Will laughed. “So what was your rating with little Ben over the summer?”

“We’re not talking about me right now, Dad.”

“I don’t know, Devi. What do you think? That these last few days have been one big date? This is an incredibly stressful time, and I—”

“That doesn’t mean you can’t like her.”

He caught her eyes in the rearview mirror. “Look, I’m not saying this to judge or be mean, but Kalyn’s a damaged person, Dev. Nothing against her. I’m just saying I think she’s had a really hard time since her sister disappeared.”

“Harder than us with Mom?”

“Yeah. Why are you asking me all this? You want me to like her?”

“I guess it’d be all right. I mean, you haven’t dated anyone since Mom. Aren’t you, like, lonely?”
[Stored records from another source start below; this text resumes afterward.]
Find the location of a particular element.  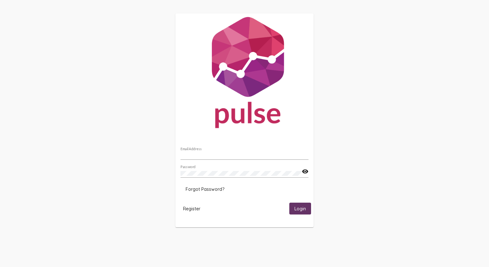

span: Login is located at coordinates (300, 209).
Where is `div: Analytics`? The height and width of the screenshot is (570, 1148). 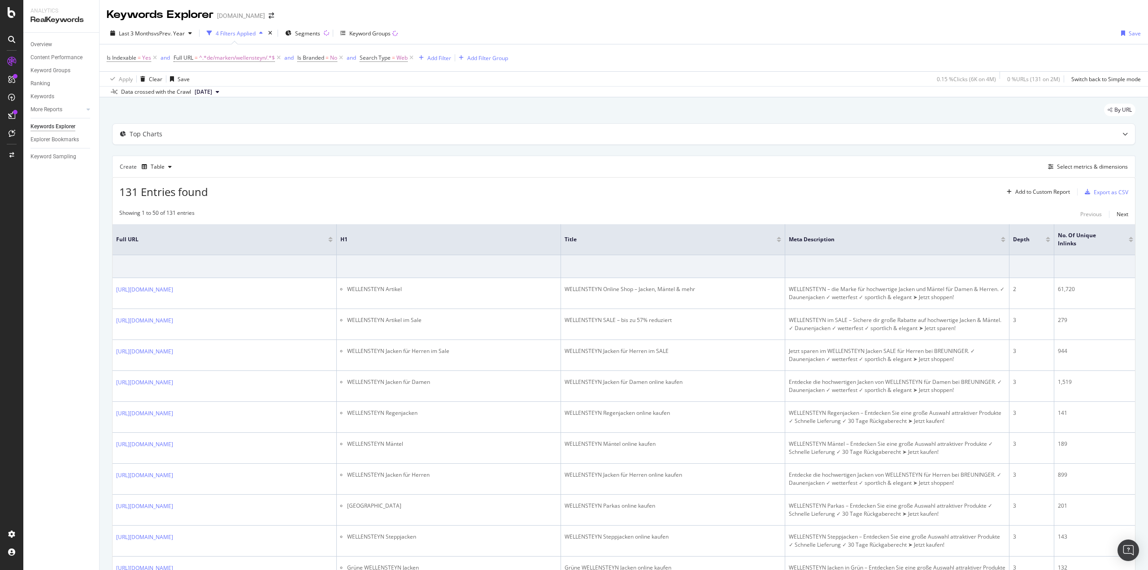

“You don’t like it, just the two of us?”

“No, I do, it’s just—Dad!”

Will’s eyes cut from the rearview mirror back to the windshield.

An enormous bull moose stood straddling the dotted white line of the Alaska Highway, thirty yards ahead.

Will slammed down on the brake pedal, lunging forward, something shooting through the space between the front seats, smashing into the dashboard.

“Devlin!”

The Land Rover skidded to a stop, the front bumper five feet from the moose, which just stood there staring dully at will through the windshield. He looked in the backseat, confirmed that Devlin was buckled in, safe but rattled, tears streaming down her face.

“No, honey, don’t cry. It’s okay. We’re all right.”

She shook her head, and Will’s stomach fell. He glanced down. Near the gearshift, in the front passenger seat, on both floorboards, and on his lap lay pieces of the computer, and the portion of the screen still attached to the shattered keyboard was black.

“Oh God,” he said.

“We can still find her, right?”

“Oh God.”

“Dad?”

He drove around the giant moose and floored the accelerator.

It was midday before Will finally spotted Jonathan’s truck, pulling away from the border station into the state of Alaska.

He and Devlin spent fifteen agonizing minutes talking with the American customs official, Will thinking the officer had probably sensed his impatience and decided to ask more questions than he otherwise would have. By the time they were on the road again and passing a sign welcoming them to the “Last Frontier State,” Will figured Jonathan had at least a twenty-mile head start.